Being the old fart that I am, it’s not the least bit unusual for me to think about my younger days; sometimes with pleasure, sometimes with regret.
I suppose this looking back has something to do with my current project of re-reading books I read in those younger days.
Having finished my re-read of Siddhartha, I started in on my re-reading of Herman Hesse’ Steppenwolf. I first read the novel when I was 20 or 21. This is not a book for the young. Even then, I recognized that there was much to Steppenwolf which I could not understand. Today, being older than the protagonist, Harry Haller, I can more easily get into his head. He isn’t me-I’m not Harry Haller- but I can understand him much better now than I could have in 1972 or 1973.

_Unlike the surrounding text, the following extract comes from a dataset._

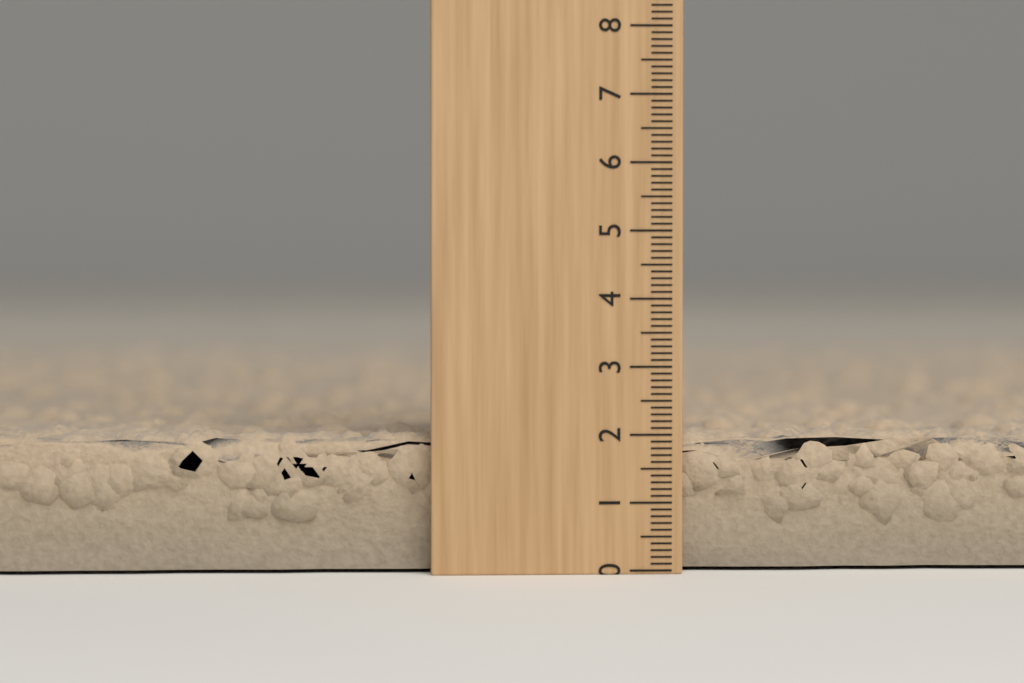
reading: 2.1 (no unit)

No, I’m not Harry Haller incarnate, but I could very well have been had I not made changes in direction long ago.
And thank God, this is not 1972.
While I may reminisce on occasion, I believe I long for the past a good deal less than others of my generation. I am so over the Beatles, Bob Dylan, and all the other musicians and song writers I worshiped during my adolescence.
I may very well be an old fart, but I’m more at home in the early 21st century than I am in the late 70’s. I’m absolutely enamored with the Internet and the Digital Age. When a mobile app will allow me to access every piece of music Mozart ever composed, why would I possibly post a video of Crosby, Stills, Nash and Young on Facebook?

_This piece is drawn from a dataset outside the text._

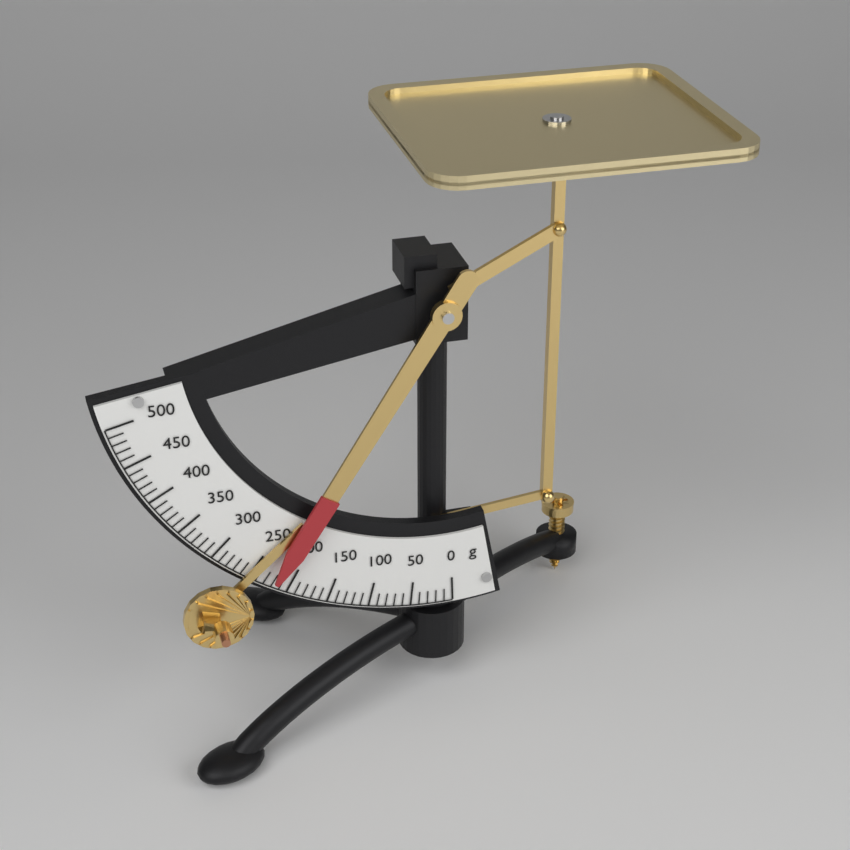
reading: 220 g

Even my re-reading of Siddhartha and Steppenwolf was brought about by the Internet. Rather than having to locate paper copies, I was able to have both novels downloaded onto my Kindle. Polish sci-fi writer, Stanislaus Lem predicted in his 1961 masterpiece, Memoirs Found in a Bathtub, that in the future, books would no longer exist due to a paper eating virus. It’s far more likely that, just as video killed the radio star, the death of paper books will come from the invention of Nook, Kindle and other e readers.
The future has arrived and for the most part, I’m down with it. Except for tattoos, that is.